BooleanSplit fails here.
The item is welded down the back face and so to do this I need to split it here, then ExtractSrf, select the appropriate surfaces and unrollSrf to get the 2D plan form of the item…
Rhino has joined my split up when I joined all surfaces and went MergeAllFaces as was suggested before filleting etc.
What method to split it here ? how to split one part of a closed object.3dm (600.3 KB)
Cheers
Hi,
V5
Hi Markintheozarks,
I was wondering if one could in any circumstances split an object as such, especially if any micro gap was disallowed. On this occasion I could perhaps do that, though it could lead to error when grabbing a start point back there for a mirror etc.
(where are the ozarks by the way ? )
Ryan, not sure if it wasnt split it would unroll . before using intersect. In my unroll accomplished by missing out a bend, the back panel has an isocurve down middle to trim with.
I did two then trimmed and joined them, but now see asymmetry (see other post)
‘Explode’ whole object
‘Split’ with cutter surface
‘Hide’ half the split surfaces
‘EdgesSrf’ the purple
‘join’ the half end plate still showing
‘unhide’ the other half
‘Hide’ the newly joined
Repeat steps above.
Unhide and join all with window selection
Rhino probably doesn’t let you split that part at only one location like that because the result will still be still one piece. You either need to have a physical gap (tiny, but there) or split it into two pieces.
There are a bunch of workarounds to end up where you want, the easiest might be to extract the 4 flat end surfaces to be split, join them to each other (not to the main body, just to themselves), BooleanSplit the joined surfaces with the plane, then join all three polysurface parts. You end up with a piece that has an internal split with 0 gap.
Explode
Split face at seam location (red plane)
Move one half of the face with _SolidPtsOn (an arbitrary distance, keep in-plane).
Join
Move the half face back using _SolidPtsOn.
Hi Guys, Thanks,
all are good to know, the simplicity of robinp is interesting, having not used Moveface command before,. 4 steps to that… all are simple and a step more or so.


» Task goal:
Retype all data exactly as given. Pictures should not be retyped.

» Records for this exercise:
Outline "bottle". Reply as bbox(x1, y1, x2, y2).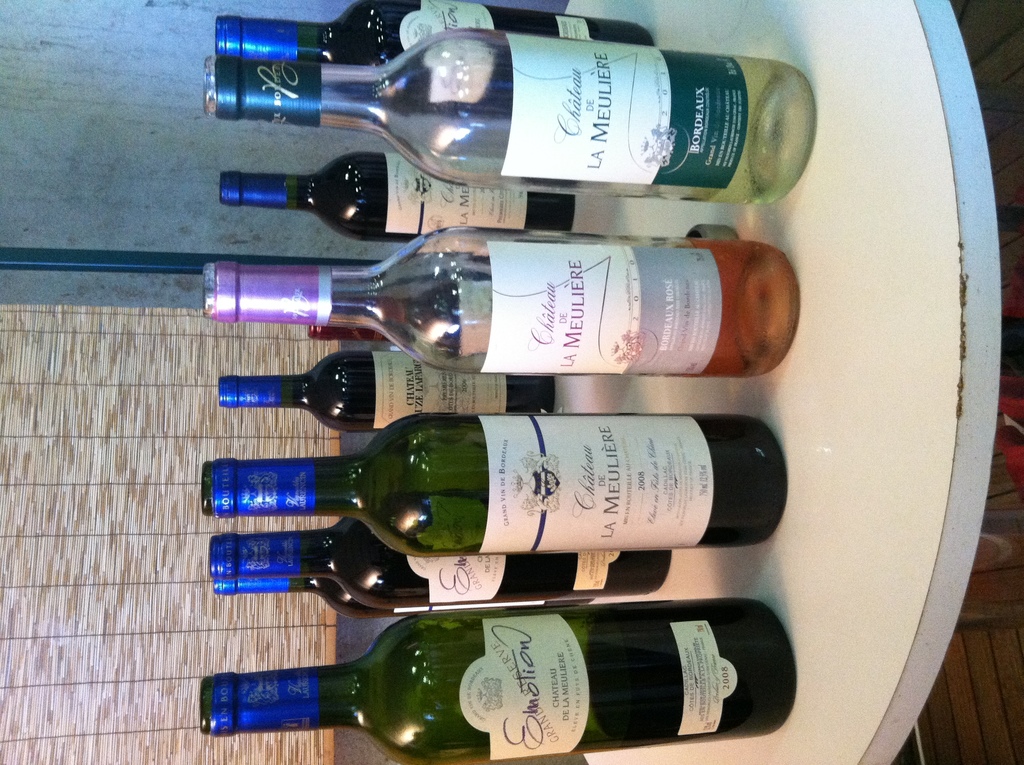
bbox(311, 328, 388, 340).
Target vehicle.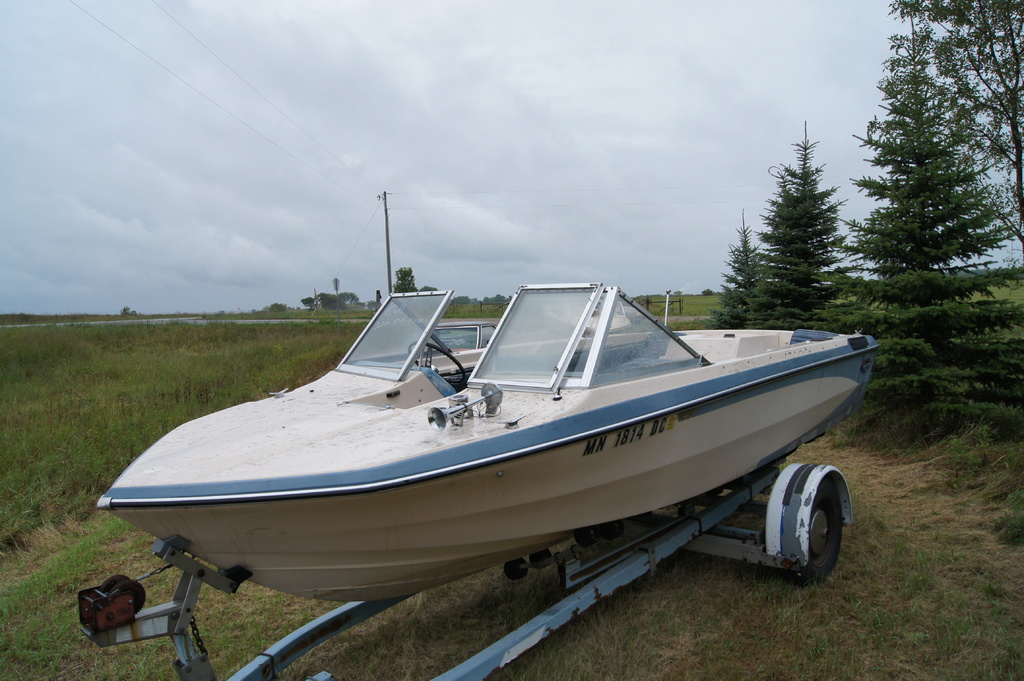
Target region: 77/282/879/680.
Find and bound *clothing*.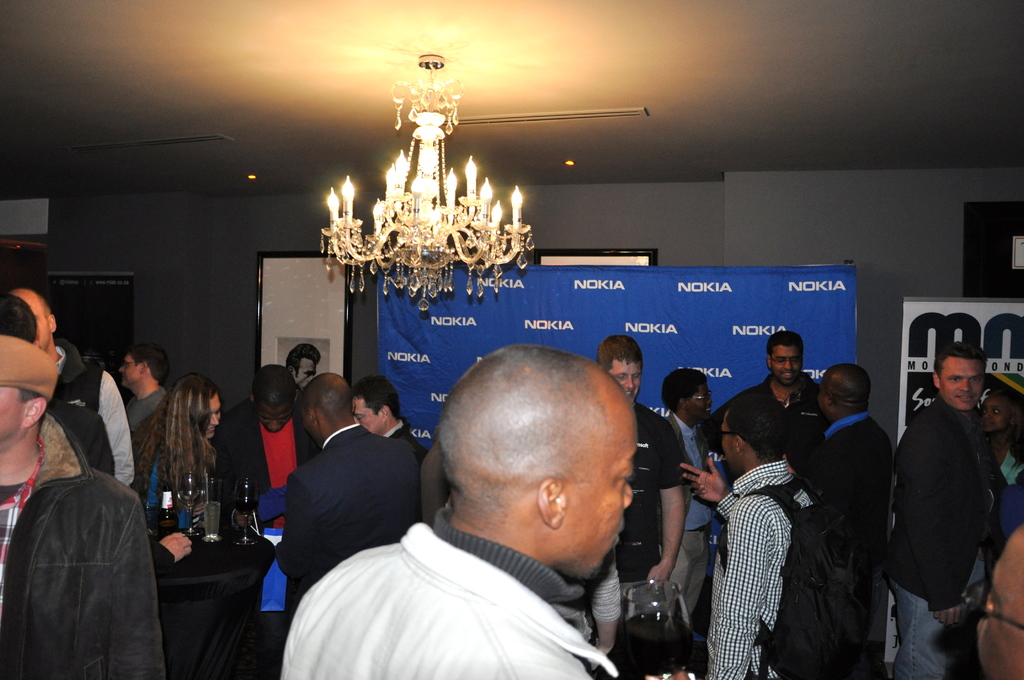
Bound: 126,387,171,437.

» Your solution:
Outline "bottle". Reply as bbox(x1, y1, x2, y2).
bbox(311, 328, 388, 340).
Target vehicle.
Target region: 77/282/879/680.
Find and bound *clothing*.
Bound: 126,387,171,437.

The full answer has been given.